Right now, there are some hard stops on the implementation of AI. In Europe, IVD regulations (EU MDR and EU IVDR) mandate any use of software in clinical interpretation must submit to structured evaluation. https://futurium.ec.europa.eu/en/european-ai-alliance/document/artificial-intelligence-medical-device-legislation The FDA structures in the US also insist on AI applications that impact patients must go through formal approval; but already hundreds of applications have been approved by the FDA. Remember, the FDA bar is often only, “Are you as bad as something already on the market?” So an AI that’s capable of making the same mistakes as a human, or the same level of errors as an existing piece of informatics, is not prohibited from going to market. As long as it’s perceived as equivalent to what’s already out there, or hopefully, an improvement, AI can enter the diagnostic space.

Of course, this is not the first major change to impact laboratories. As anyone at today’s bench level knows, automation has changed the laboratory in major ways, but it did not eliminate people. Complete automation is hard. A lot can be done to process specimens, but a fair number of humans are still needed to “feed” the line, and the instruments and the informatics. Unfortunately, becoming a servant to the machinery is neither an inspiring nor a lucrative career. The future of the laboratory, as many have said before, lies outside the four walls, with more interaction with clinicians and patients, what some call diagnosis management.

Frightening, then, to consider that AI may be poised to devour that very space. Where communication needs to be made to transform stark numbers into complex clinical recommendations, could AI replace the medical laboratory professional? If the data set is too narrow, it might be exceedingly difficult. But if the administration is not picky, if lower accuracy is accepted, the temptation to replace expensive people with cheap AI may be irresistible.
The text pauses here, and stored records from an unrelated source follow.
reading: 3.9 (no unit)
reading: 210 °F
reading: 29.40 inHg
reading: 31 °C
Dr. Plebani, discussing this possibility, asserts, “It is increasingly evident that laboratory data provide information of fundamental importance only if integrated in the context of appropriate request and interpreted on the basis of other clinical information, including the pre-test probability. It appears absurd to expect an AI tool to make a better interpretation of laboratory results than that made by a human, hopefully a well-trained physician, if the data provided are limited.”
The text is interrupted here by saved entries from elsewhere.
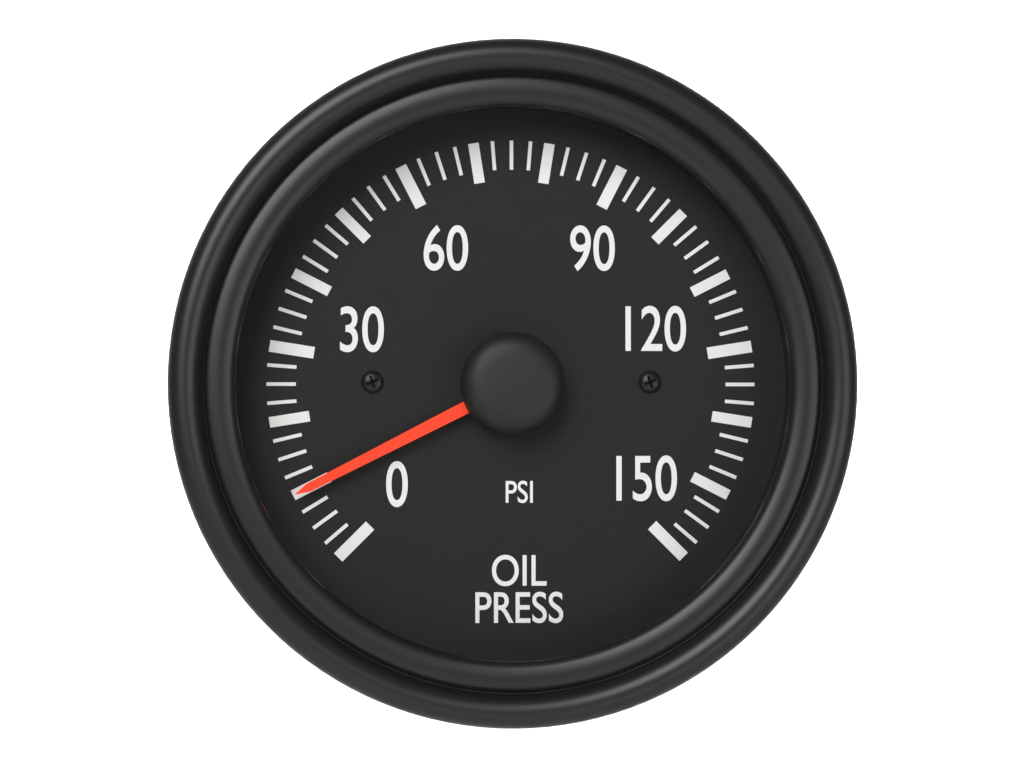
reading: 10.0 psi
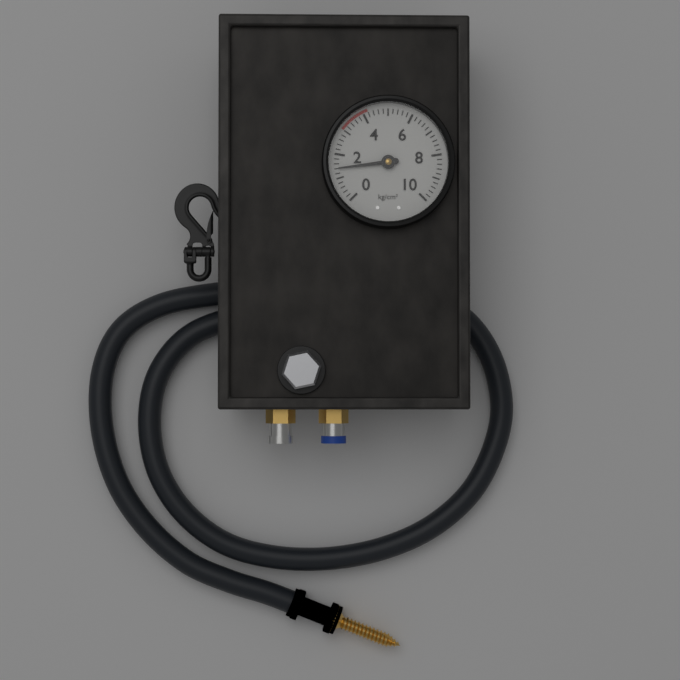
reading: 1.4 kg/cm²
Can an AI know the reference ranges of a test? The previous test results of the patient? The pre-analytical errors that may have occurred with the specimen? The competency status of the staff that performed the tests? The QC-status of the method that generated the result? The traceability of the method and the commutability of the controls? The acceptability of reagent lots and calibrators? The differences that might exist between instruments, methods, and laboratories? The most recent EQA/PT results? The most important and most recent publications governing the use and interpretation of the test?

Much of this can be known, may already be known and stored within informatics in the laboratory, and the challenge is only getting a ChatGPT to “learn” all this data. For novel testing, where there is less known about a method and its interpretation, that may be a bridge too far for AI. Humans might still be needed in those areas where interpretation is gray and complex, at least until such time as enough data exists for the AI to learn. If key data is left out, such as the quality of the method, the AI will have errors and blind spots baked into its recommendations. Whether those errors are acceptable is up to us.
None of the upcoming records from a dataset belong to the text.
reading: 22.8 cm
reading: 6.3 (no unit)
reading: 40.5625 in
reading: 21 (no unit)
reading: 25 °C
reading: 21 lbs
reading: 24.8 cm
Establishing standards of performance for AI in laboratory medicine is a first step, one that laboratory professionals are well-suited for. If AI cannot author a scientific paper, because it cannot be held accountable, what does that say about interpretation and diagnosis? Should we demand that a human always serve as the confirmatory or secondary opinion to anything generated by AI?

The laboratory experience with automation may be instructive. We may soon find ourselves playing a duet with AI, our part growing smaller and smaller over time, until we rest, yielding to an infinite solo.